Their severely disabled, dying, newborn child.
But "in the midst of an ordinary life" where is that love?
This is a stunning, beautiful testament to the preciousness of a human life, whatever its "imperfections", and a wonderful reminder that the "easy" times can be the most difficult times to be our best selves.
For 38 days, nothing mattered more than our love for Silvan. Like any parents love-struck with their newborn, we stroked his skin, sniffed his loamy head and marveled at his starfish hands.That kind of love can feel... heroic, in a way the daily grind seldom does, and Monica Wesolowska, a lovely writer, captures both ends of that spectum.
But unlike ordinary parents who hold hope for a future adult within their love for a child, Silvan as a newborn was all we had. Knowing our time was brief, we loved him fully in the present. He taught us how to do that. For all our rage and grief, joy overwhelmed us in his presence. For 38 days, Silvan was our life, and then, once he was gone, the habit of new love continued.
On a reverse sort of honeymoon, grief united us. Stripped of petty complaints, we felt grateful for everything, for waking to sunlight on the bed, for each other’s hands beneath the sheets. With the dark humor of comrades in suffering, we called any kind of parenthood other than what we had endured “parenting lite.” We had held our child until the end.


Your objective
Keep only the lines of the data below that contain "type", and copy them.

[Task inputs — start]

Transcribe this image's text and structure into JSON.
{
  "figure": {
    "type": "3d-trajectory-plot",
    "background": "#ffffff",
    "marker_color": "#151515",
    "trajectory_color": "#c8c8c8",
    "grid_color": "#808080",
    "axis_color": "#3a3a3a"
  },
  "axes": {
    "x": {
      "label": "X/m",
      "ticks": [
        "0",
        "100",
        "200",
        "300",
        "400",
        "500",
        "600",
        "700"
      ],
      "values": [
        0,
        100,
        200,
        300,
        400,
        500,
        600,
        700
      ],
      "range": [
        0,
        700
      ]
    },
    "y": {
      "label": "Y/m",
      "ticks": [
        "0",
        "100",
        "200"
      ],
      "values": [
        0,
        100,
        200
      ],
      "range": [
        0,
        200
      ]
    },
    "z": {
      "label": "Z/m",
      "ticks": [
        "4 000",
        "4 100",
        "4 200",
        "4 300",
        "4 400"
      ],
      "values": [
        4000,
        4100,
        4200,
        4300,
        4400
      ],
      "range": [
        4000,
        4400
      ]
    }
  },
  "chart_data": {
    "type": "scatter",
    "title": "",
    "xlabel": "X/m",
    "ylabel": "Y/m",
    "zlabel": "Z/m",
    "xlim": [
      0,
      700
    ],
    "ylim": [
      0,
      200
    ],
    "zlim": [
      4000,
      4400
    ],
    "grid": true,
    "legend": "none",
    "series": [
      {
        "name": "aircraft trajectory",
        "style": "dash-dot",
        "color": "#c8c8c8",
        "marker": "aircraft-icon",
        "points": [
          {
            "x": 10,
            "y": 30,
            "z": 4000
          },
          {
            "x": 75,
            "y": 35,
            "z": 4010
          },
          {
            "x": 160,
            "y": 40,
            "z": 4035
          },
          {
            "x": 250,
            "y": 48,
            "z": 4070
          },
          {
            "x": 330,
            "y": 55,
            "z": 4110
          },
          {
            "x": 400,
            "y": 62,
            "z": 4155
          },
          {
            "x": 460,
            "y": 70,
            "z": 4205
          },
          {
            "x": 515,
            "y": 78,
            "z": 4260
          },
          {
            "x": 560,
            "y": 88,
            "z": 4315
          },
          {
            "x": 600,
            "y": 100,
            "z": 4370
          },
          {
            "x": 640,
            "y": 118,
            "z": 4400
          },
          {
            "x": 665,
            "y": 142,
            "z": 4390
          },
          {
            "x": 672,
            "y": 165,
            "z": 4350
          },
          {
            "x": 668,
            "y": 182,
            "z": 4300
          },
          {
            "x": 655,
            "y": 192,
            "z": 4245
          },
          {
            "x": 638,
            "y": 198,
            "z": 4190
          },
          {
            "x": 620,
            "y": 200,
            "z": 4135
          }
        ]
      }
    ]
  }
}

[Task inputs — finish]

Problem solution
    "type": "3d-trajectory-plot",
    "type": "scatter",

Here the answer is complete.